You are a moron. Please leave this thread immediately.
No, I just happen to fully understand the importance of properly educating less experienced coders. You should never tell someone who has just started writing C to use gets(), for example, as you would be telling them that they should make their code exploitable and easy to crash, when given unexpectedly long input lines.
Giving bad advice ("Use eval!", without mentioning the dangers) is a sign that you are either intentionally trying to mislead them so that they never make any mods to compete with your own, or it shows that you don't understand how to teach others properly.
Specifically in this thread, you gave a snippet of code that, clearly, you were proud about having devised yourself, since it clearly solved the person's problem. Except, you didn't put the time in to explain how to use it, any drawbacks, or, really, how it supposedly solves their problem! First, you assume that they know that eval takes a string of code. Imagine their surprise if they end up getting a
syntax error once per second as soon as they try to loop(myFunc, 1000); Or worse, loop(myFunc, 1); /*That is one second, right?*/. So, assuming they understand that eval takes a string and that schedule measures in thousandths of a second, and that eval executes code, so they'll need to add brackets and a semicolon, why would they need to ask the question in the first place?

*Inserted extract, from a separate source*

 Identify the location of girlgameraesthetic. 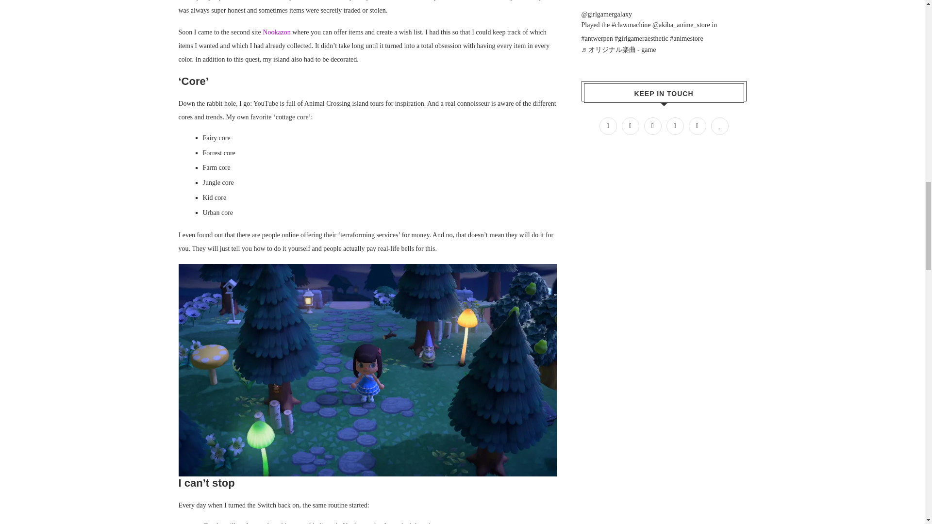
(641, 39).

Oh, and what if they were asking about recursion, rather than looping over time? Less likely, but entirely plausible, from their less-than-perfectly-clear phrasing?

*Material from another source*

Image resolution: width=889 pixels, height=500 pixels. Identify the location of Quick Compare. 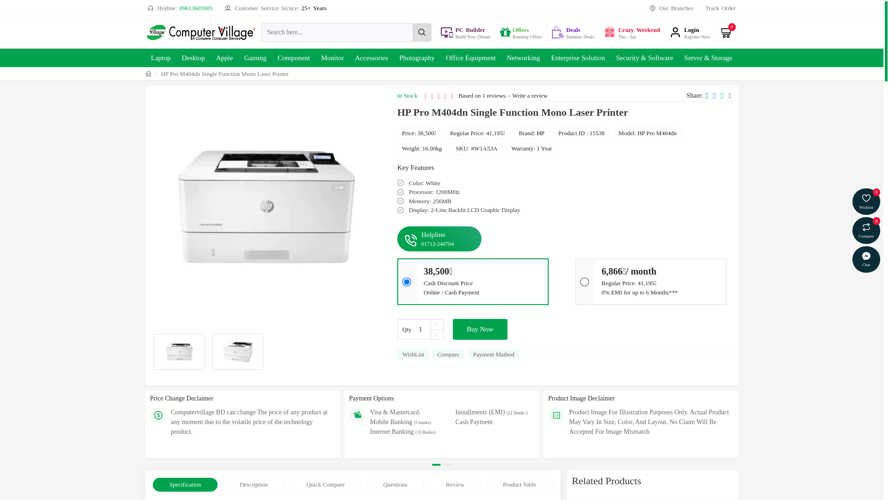
(326, 485).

So, your response is to give an overgeneralized solution that you are too proud of to accept any sort of criticism, and that you feel can solve any problem. A function so well thought out that nobody could possibly need an explaination for how it works. A function that will doubtlessly be copy-pasted into numerous other add-ons, with the same exact name. Oh, and then someone modifies it. Gasp! But why? It's clearly a perfect function, there is no reason at all possible that would cause somebody to ever edit it!
Except someone does. And then everyone who downloads it and any other add-on that uses your function get to experience the joys of subtle version incompatibilities!
If you share code, you must take the responsibility to ensure that it's recipients understand how it works. Otherwise, you are irresponsibly subjecting countless people playing to numerous bugs because somebody took your code and broke it because they didn't understand it.